Today and yesterday renewed anti-migrant violence erupted in the city of Rome.
In the neighbourhood of Tor Sapienza, a furious crowd gathered in front of a reception centre hosting unaccompanied minor refugees, voicing their anger against “uncivil immigrants” and calling for popular justice. The inhabitants – around 50 people who set on fire to garbage cans and damaged a police car – said they were sick of serving as a social dumpsite (disscarica sociale) and threatened to take law into their own hands.
It is not the first time violence erupts against migrants in Italy and Europe. Three years ago Human Rights Watch voiced its concern into what it called the everyday intolerance against foreign residents – two prominent examples being the multiple attacks, in 2008, against Bengalese shop owners in Rome’s Pigneto neighbourhood and anti-migrant pogroms in Rosarno in 2010. Such episodes moreover confirm a pattern of rising anti-immigrant violence across the European continent. Germany for example has known dozens of attacks against refugee centres since the xenophobic riots in Rostock, in 1992. In the eastern city of Bautzen, asylum seekers recently were ‘protected’ with a high razor wire against angry backlashes from neighbouring citizens.
These xenophobic episodes take place in a climate of spiralling physical abuse against immigrants by civilians as well as state authorities – Italy and Germany once again being imminent cases.
Contrarily to previous episodes of popular outrage, these current outbreaks appear to follow a clear path of territorial stigmatization. It is no surprise, for example, that Tor Sapienza forms one of the Italian capital’s most destitute neighbourhoods. Open prostitution, gang ringing and drug dealing thrive in the desolate fields situated between the A24 motorway and the Tor Sapienza metro station. The strategy of Rome’s city council has been to conflate marginalized groups in this area: north of the motorway, a Rom settlement regularly gets disbanded to arise from its ashes again a few months later – residents complain that their poisonous fumes infest the social housing estates and squats occupied by homeless refugees and asylum seekers close to Via Prenestina (where an autonomous housing project shows that a different way of living together is possible). In Turin and Milan, city authorities employ a similar strategy of housing asylum seekers far away from the city centre, in neighbourhoods that already suffer from an appalling deficiency of transport infrastructure and social services.
Confronted with this new form of territorial stigma, as Loic Wacquant would call it (see this free pdf from Environment and Planning), residents of these areas usually respond with a mixture of defiance and resignation. Interesting in Wacquant’s account is that he places this emerging urban policy model into a system of growing spatial taint, where territorial identities – rather than class or race – become the subject of systematic discrimination and violent policing.
At the same time, the reactions of Tor Sapienza’s residents show the extent to which this emerging topography of political marginalization in Europe’s post-industrial metropoles threads a twin pace with the massive disintegration of the social welfare state and the rise of a precarious underclass that is literally tied to particular places. More than inherent racism, what geographers ought to be looking at, therefore, is the way these hyperghetto’s – the various “casbah’s”, “ghetto’s” and “barbarious outposts” we read about in the media – are the result, rather than the target, of such unfolding urban policies.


Assigned task: Copy out each line below verbatim, skipping any picture.

(Beginning of Available data)

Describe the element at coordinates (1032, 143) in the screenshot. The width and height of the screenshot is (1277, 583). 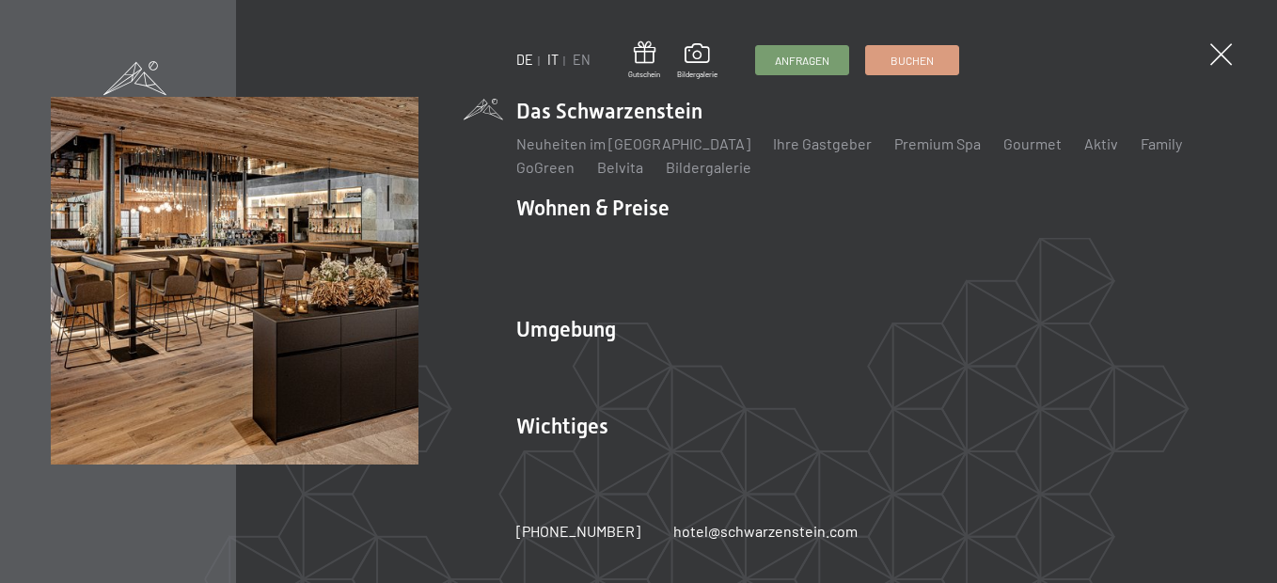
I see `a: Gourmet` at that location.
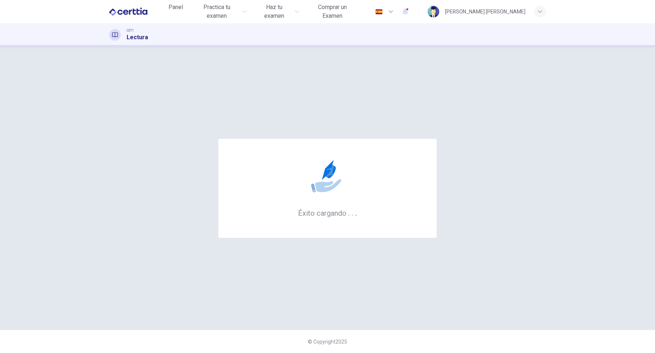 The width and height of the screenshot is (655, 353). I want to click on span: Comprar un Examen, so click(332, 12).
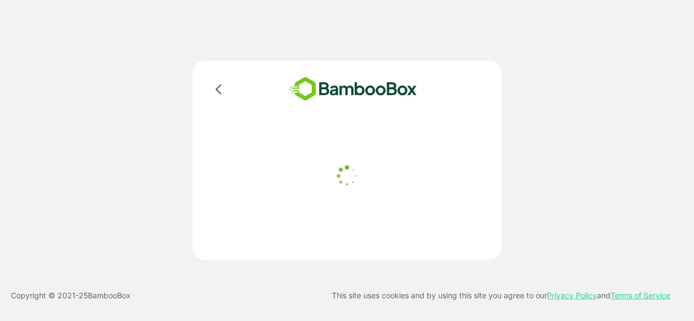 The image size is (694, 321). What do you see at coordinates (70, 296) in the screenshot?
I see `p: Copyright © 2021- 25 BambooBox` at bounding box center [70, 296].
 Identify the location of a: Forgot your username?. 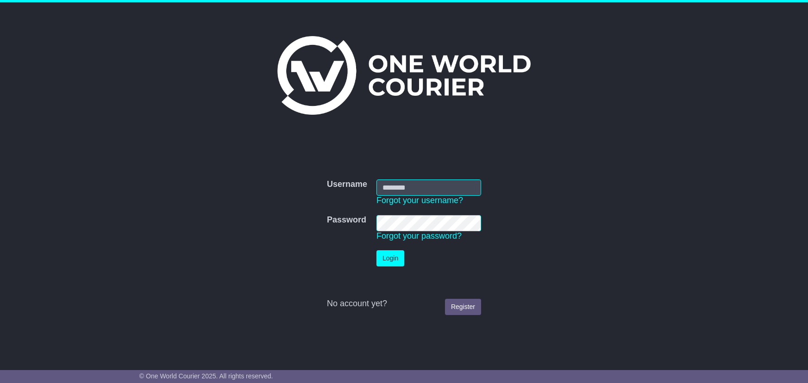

(End of Available data)

Result of this exercise:
Describe the element at coordinates (1032, 143) in the screenshot. The width and height of the screenshot is (1277, 583). 
I see `a: Gourmet` at that location.
 The width and height of the screenshot is (655, 353). I want to click on span: Comprar un Examen, so click(332, 12).
 The image size is (694, 321). What do you see at coordinates (70, 296) in the screenshot?
I see `p: Copyright © 2021- 25 BambooBox` at bounding box center [70, 296].
 Identify the location of a: Forgot your username?. 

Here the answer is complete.